03 November 2009

First "Ferryman" Installment

Sometimes, I can do nothing more than close my eyes and try to regulate my breathing as the veil rends and lifts away. Rarely is that ever enough to stop my tears. In truth, they are your tears, and the tears of your loved ones as they leave you. I am neither angel, nor demon; not heaven sent nor hell-bound. I simply am, in a way your earthly mind cannot grasp and worse still, chases away as Impossible.

My own time in your world comes only to me in fragments -- the scent of a perfume, heady with orchids, dabbed seductively behind the woman's ear in my embrace, music swirling languid around us. It is the scratch of a father's beard, the smell of earth and worry, heavy upon him. And sometimes, it is the solid sureness of a three year old frightened and curled against me like a cat, wild curls tickling my chin. I often wonder if these are my memories or yours, and I honestly cannot remember. I fear if I knew of my own time, the heartbreak of memory would be too much to bear. But the flashes I get seep into me like cool water and warm light as I walk the Dead away from all they've known and into a dark where they've never been. It is my charge to keep them safe, to tamp down their choking panic and, most importantly, brush the wisps of your grief and loss from them. If I did not sweep clear the cobwebs of you, the separation would be incomplete, and they would move neither forward nor back.

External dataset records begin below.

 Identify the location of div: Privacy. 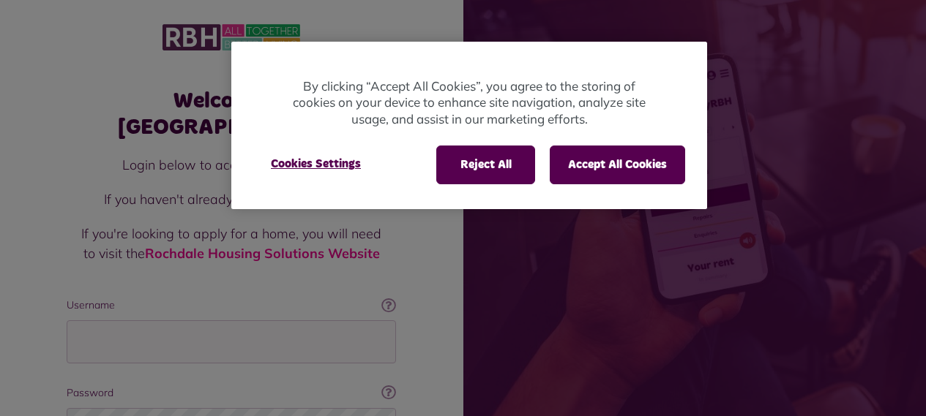
(469, 125).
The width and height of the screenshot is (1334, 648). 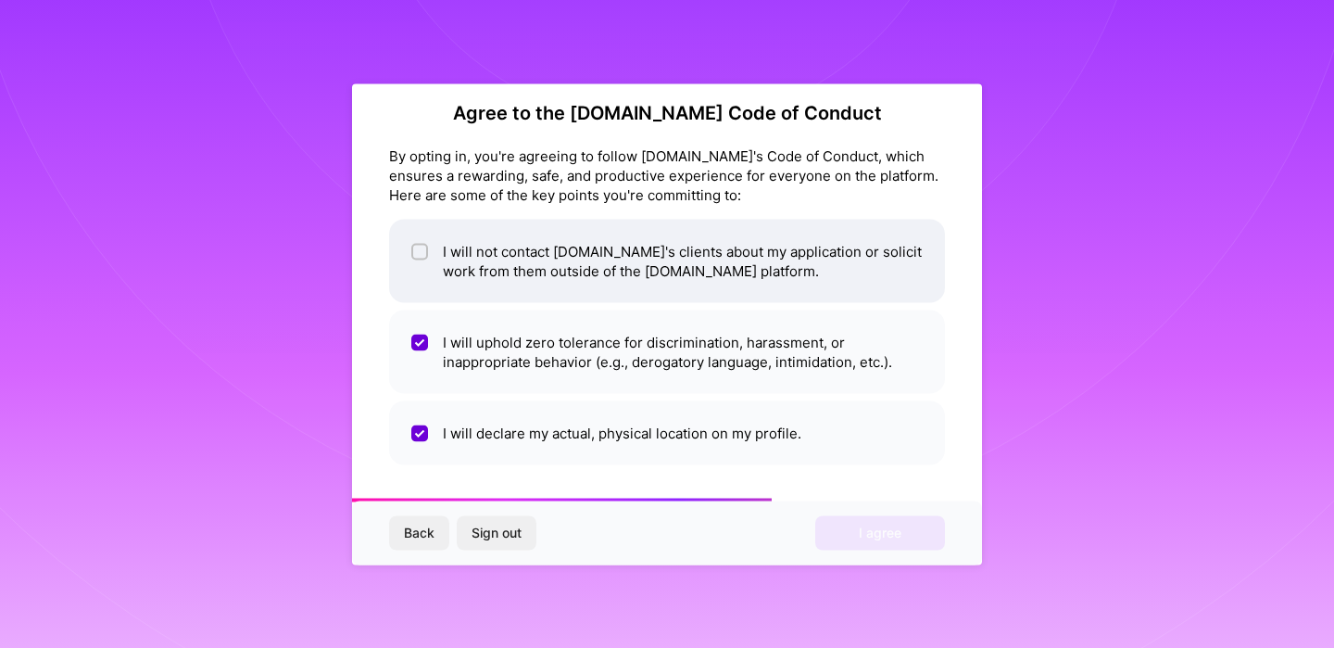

Worse, still -- you would be trapped, as well; manacled and immobile in a world where you do not belong.

The Dying see me in whatever form their security takes on; a prairie grandmother dead for decades, with floured hands and a tired smile; the dog that scampered in the creek with their childhood selves, catching crayfish and feeling free in the way only children do. A middle-aged man once whispered into my embrace as I pulled him from a wrecked Saab, "Are you The Silver Surfer?" and I felt him, long ago, alone and lonely, beneath a blanket in a bunk-bed, while a drunken mother raged a room away about a faithless man and fairness. Thus I became for him what he believed in, the aegis of safety he'd desired when the surge of his emotions was at its strongest. Miles away, and in the present time, his wife felt the change in the air, immutable and implacable, that nothing would ever be right again.

Yes, The Dying see me, but you -- the living -- feel me, and for the many years I have done this duty, that has been the worst of my regret: that my presence muddles time, makes it feel slow and sodden, impossible to navigate for the grieving. Your clocks seem to move slower as time stretches, bleak and barren, along a path of grief, of hurt. I wish there was something I could do to ease that, for of the few emotions I can feel, Compassion is chief among them. While my priority is the Dead, I must also be careful of the living.

You must know this: No one dies without being mourned. This is something you do not believe -- maybe cannot -- because, in earthly terms, there are such things as "evil" and "wrong." But on the other side, well... every murderer had a mother, just as every sainted mother has a son.

4 comments:

Roy said...

Jesus, Joy! I loved this when you first posted it on Gather, and it still gets me. This is just so good!

CC Miranda - The ArtRat said...

i swear i'll get to read them this time round. i'm bookmarking it for later once i've stopped being dizzy.

The Duck Pond said...

I can't praise your writing enough, Joy. I agree with Roy... I think this is a fantastic piece and I hope you submit this somewhere. It deserves to be published and read more widely!

CC Miranda - The ArtRat said...

i'm assuming that the paragraph breaks got discarded in transferal, but let me say that this is so wonderfully written that i want to read a whole book of it.